Architecture Program

 

Date of this Version

May 2007

Document Type

Article

Comments

M.Arch Thesis, University of Nebraska-Lincoln, May 2007

Abstract

DISTRIBUTION CONCOURSE is design research thesis which proposes a reconfiguration of large “emptied-out” blocks of commercial space. Space planning strategies which have led to the emergence of commercial artifacts, such as the dead mall, are evaluated against new commercial models which rely on distribution and digital networks.

Under the premise that digital commercial practices are changing how we consider the private-sector in relation to urban infrastructure, DISTRIBUTION CONCOURSE promotes a new urban organizational scheme which may thrive in post-commercialized areas of the city.

Services such as Amazon.com and the availability of wireless internet across entire city grids have made ambiguous where private and public sector activity occurs. Cookies are place on personal computers which track consumer habits. Fed-Ex circulates consumer goods through private neighborhoods. Coffee shops are used as home offices. Lobby spaces are living rooms. The commercial event, once easily located in malls and big box stores, is becoming temporal: occurring nowhere and everywhere simultaneously.

DISTRIBUTION CONCOURSE...
1. Maps out a new trajectory using emerging global-cultural trends that problematizes the “terrain vague” of emptied out commercial zones of the city.
2. Diagrams a new set of parameters which organize a new system for inhabiting post-commercialized districts.
3. Conceptualizes a new architectural prototype which acts as an urban instrument for managing and responding to the activities and events that emerge out of the new system.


[PROBLEM]: Repeat all of the data precisely.

(DATA RECORDS begins)

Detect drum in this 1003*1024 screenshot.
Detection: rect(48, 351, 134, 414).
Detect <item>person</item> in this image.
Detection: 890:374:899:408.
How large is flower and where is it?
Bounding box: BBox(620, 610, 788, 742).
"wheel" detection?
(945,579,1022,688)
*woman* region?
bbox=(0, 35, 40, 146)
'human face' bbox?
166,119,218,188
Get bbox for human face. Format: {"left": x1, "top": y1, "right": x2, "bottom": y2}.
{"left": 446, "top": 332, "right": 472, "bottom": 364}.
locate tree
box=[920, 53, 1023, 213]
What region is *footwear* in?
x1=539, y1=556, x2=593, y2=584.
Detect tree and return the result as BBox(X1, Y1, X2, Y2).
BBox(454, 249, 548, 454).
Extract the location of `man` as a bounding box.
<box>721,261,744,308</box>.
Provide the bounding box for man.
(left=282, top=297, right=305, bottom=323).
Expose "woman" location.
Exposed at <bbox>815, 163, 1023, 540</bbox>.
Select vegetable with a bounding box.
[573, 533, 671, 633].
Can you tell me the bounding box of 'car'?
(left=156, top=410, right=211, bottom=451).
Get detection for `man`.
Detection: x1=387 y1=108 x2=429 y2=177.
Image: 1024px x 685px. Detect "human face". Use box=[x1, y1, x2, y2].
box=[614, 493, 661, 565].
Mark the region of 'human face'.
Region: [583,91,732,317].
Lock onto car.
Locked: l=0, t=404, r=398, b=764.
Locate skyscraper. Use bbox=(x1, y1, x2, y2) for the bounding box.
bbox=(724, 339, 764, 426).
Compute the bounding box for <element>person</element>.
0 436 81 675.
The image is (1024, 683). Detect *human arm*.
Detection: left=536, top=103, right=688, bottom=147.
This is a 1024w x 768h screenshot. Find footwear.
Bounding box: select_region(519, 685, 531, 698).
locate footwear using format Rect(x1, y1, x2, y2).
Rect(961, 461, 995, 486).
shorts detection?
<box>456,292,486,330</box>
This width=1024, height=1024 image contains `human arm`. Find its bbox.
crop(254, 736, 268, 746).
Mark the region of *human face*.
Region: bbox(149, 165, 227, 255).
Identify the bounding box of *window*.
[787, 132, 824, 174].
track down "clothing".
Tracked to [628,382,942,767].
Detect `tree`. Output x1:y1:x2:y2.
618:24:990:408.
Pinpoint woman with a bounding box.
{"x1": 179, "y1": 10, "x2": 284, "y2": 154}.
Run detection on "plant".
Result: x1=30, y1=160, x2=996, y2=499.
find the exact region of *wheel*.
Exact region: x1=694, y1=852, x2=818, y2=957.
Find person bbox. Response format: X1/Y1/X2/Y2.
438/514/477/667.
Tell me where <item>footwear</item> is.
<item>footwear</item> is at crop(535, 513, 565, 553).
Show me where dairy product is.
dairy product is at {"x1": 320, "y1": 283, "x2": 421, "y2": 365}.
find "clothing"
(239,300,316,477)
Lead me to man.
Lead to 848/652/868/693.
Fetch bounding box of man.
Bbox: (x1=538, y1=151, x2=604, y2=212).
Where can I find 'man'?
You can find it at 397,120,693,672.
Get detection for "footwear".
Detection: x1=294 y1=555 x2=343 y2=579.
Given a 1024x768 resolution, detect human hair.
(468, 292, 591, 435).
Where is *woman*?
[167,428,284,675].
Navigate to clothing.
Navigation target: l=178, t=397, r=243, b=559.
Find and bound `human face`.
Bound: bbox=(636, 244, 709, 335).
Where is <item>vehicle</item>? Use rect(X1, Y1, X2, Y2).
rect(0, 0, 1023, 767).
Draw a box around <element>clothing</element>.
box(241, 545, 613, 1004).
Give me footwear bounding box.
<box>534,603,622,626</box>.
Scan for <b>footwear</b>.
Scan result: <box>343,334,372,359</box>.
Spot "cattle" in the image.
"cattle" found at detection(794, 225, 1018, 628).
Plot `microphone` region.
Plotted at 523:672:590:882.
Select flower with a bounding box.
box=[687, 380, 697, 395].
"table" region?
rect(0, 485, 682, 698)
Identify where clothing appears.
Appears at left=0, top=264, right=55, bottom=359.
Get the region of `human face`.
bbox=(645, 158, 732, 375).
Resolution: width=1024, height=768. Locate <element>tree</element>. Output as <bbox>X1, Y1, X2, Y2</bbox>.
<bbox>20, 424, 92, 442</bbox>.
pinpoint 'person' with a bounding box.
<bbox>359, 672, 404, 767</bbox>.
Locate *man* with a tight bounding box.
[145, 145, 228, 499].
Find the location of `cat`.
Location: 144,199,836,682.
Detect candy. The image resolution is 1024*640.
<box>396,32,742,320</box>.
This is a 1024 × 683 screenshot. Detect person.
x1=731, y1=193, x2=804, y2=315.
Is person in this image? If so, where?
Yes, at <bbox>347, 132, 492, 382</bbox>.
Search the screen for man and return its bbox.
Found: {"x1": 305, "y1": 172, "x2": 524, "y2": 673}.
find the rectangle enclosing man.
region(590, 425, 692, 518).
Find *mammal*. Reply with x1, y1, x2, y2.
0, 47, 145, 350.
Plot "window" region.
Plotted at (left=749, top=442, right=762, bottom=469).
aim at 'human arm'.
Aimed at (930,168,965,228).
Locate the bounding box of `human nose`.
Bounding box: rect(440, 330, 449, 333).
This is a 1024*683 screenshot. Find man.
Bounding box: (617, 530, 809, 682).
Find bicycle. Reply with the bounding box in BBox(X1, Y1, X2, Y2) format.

(DATA RECORDS ends)

[EXERCISE RESULT]:
Detect drum in this 1003*1024 screenshot.
Detection: rect(48, 351, 134, 414).
Detect <item>person</item> in this image.
Detection: 890:374:899:408.
How large is flower and where is it?
Bounding box: BBox(620, 610, 788, 742).
"wheel" detection?
(945,579,1022,688)
*woman* region?
bbox=(0, 35, 40, 146)
'human face' bbox?
166,119,218,188
Get bbox for human face. Format: {"left": x1, "top": y1, "right": x2, "bottom": y2}.
{"left": 446, "top": 332, "right": 472, "bottom": 364}.
locate tree
box=[920, 53, 1023, 213]
What region is *footwear* in?
x1=539, y1=556, x2=593, y2=584.
Detect tree and return the result as BBox(X1, Y1, X2, Y2).
BBox(454, 249, 548, 454).
Extract the location of `man` as a bounding box.
<box>721,261,744,308</box>.
Provide the bounding box for man.
(left=282, top=297, right=305, bottom=323).
Expose "woman" location.
Exposed at <bbox>815, 163, 1023, 540</bbox>.
Select vegetable with a bounding box.
[573, 533, 671, 633].
Can you tell me the bounding box of 'car'?
(left=156, top=410, right=211, bottom=451).
Get detection for `man`.
Detection: x1=387 y1=108 x2=429 y2=177.
Image: 1024px x 685px. Detect "human face". Use box=[x1, y1, x2, y2].
box=[614, 493, 661, 565].
Mark the region of 'human face'.
Region: [583,91,732,317].
Lock onto car.
Locked: l=0, t=404, r=398, b=764.
Locate skyscraper. Use bbox=(x1, y1, x2, y2) for the bounding box.
bbox=(724, 339, 764, 426).
Compute the bounding box for <element>person</element>.
0 436 81 675.
The image is (1024, 683). Detect *human arm*.
Detection: left=536, top=103, right=688, bottom=147.
This is a 1024w x 768h screenshot. Find footwear.
Bounding box: select_region(519, 685, 531, 698).
locate footwear using format Rect(x1, y1, x2, y2).
Rect(961, 461, 995, 486).
shorts detection?
<box>456,292,486,330</box>
This width=1024, height=1024 image contains `human arm`. Find its bbox.
crop(254, 736, 268, 746).
Mark the region of *human face*.
Region: bbox(149, 165, 227, 255).
Identify the bounding box of *window*.
[787, 132, 824, 174].
track down "clothing".
Tracked to [628,382,942,767].
Detect `tree`. Output x1:y1:x2:y2.
618:24:990:408.
Pinpoint woman with a bounding box.
{"x1": 179, "y1": 10, "x2": 284, "y2": 154}.
Run detection on "plant".
Result: x1=30, y1=160, x2=996, y2=499.
find the exact region of *wheel*.
Exact region: x1=694, y1=852, x2=818, y2=957.
Find person bbox. Response format: X1/Y1/X2/Y2.
438/514/477/667.
Tell me where <item>footwear</item> is.
<item>footwear</item> is at crop(535, 513, 565, 553).
Show me where dairy product is.
dairy product is at {"x1": 320, "y1": 283, "x2": 421, "y2": 365}.
find "clothing"
(239,300,316,477)
Lead me to man.
Lead to 848/652/868/693.
Fetch bounding box of man.
Bbox: (x1=538, y1=151, x2=604, y2=212).
Where can I find 'man'?
You can find it at 397,120,693,672.
Get detection for "footwear".
Detection: x1=294 y1=555 x2=343 y2=579.
Given a 1024x768 resolution, detect human hair.
(468, 292, 591, 435).
Where is *woman*?
[167,428,284,675].
Navigate to clothing.
Navigation target: l=178, t=397, r=243, b=559.
Find and bound `human face`.
Bound: bbox=(636, 244, 709, 335).
Where is <item>vehicle</item>? Use rect(X1, Y1, X2, Y2).
rect(0, 0, 1023, 767).
Draw a box around <element>clothing</element>.
box(241, 545, 613, 1004).
Give me footwear bounding box.
<box>534,603,622,626</box>.
Scan for <b>footwear</b>.
Scan result: <box>343,334,372,359</box>.
Spot "cattle" in the image.
"cattle" found at detection(794, 225, 1018, 628).
Plot `microphone` region.
Plotted at 523:672:590:882.
Select flower with a bounding box.
box=[687, 380, 697, 395].
"table" region?
rect(0, 485, 682, 698)
Identify where clothing appears.
Appears at left=0, top=264, right=55, bottom=359.
Get the region of `human face`.
bbox=(645, 158, 732, 375).
Resolution: width=1024, height=768. Locate <element>tree</element>. Output as <bbox>X1, Y1, X2, Y2</bbox>.
<bbox>20, 424, 92, 442</bbox>.
pinpoint 'person' with a bounding box.
<bbox>359, 672, 404, 767</bbox>.
Locate *man* with a tight bounding box.
[145, 145, 228, 499].
Find the location of `cat`.
Location: 144,199,836,682.
Detect candy. The image resolution is 1024*640.
<box>396,32,742,320</box>.
This is a 1024 × 683 screenshot. Detect person.
x1=731, y1=193, x2=804, y2=315.
Is person in this image? If so, where?
Yes, at <bbox>347, 132, 492, 382</bbox>.
Search the screen for man and return its bbox.
Found: {"x1": 305, "y1": 172, "x2": 524, "y2": 673}.
find the rectangle enclosing man.
region(590, 425, 692, 518).
Find *mammal*. Reply with x1, y1, x2, y2.
0, 47, 145, 350.
Plot "window" region.
Plotted at (left=749, top=442, right=762, bottom=469).
aim at 'human arm'.
Aimed at (930,168,965,228).
Locate the bounding box of `human nose`.
Bounding box: rect(440, 330, 449, 333).
This is a 1024*683 screenshot. Find man.
Bounding box: (617, 530, 809, 682).
Find bicycle. Reply with the bounding box in BBox(X1, Y1, X2, Y2) format.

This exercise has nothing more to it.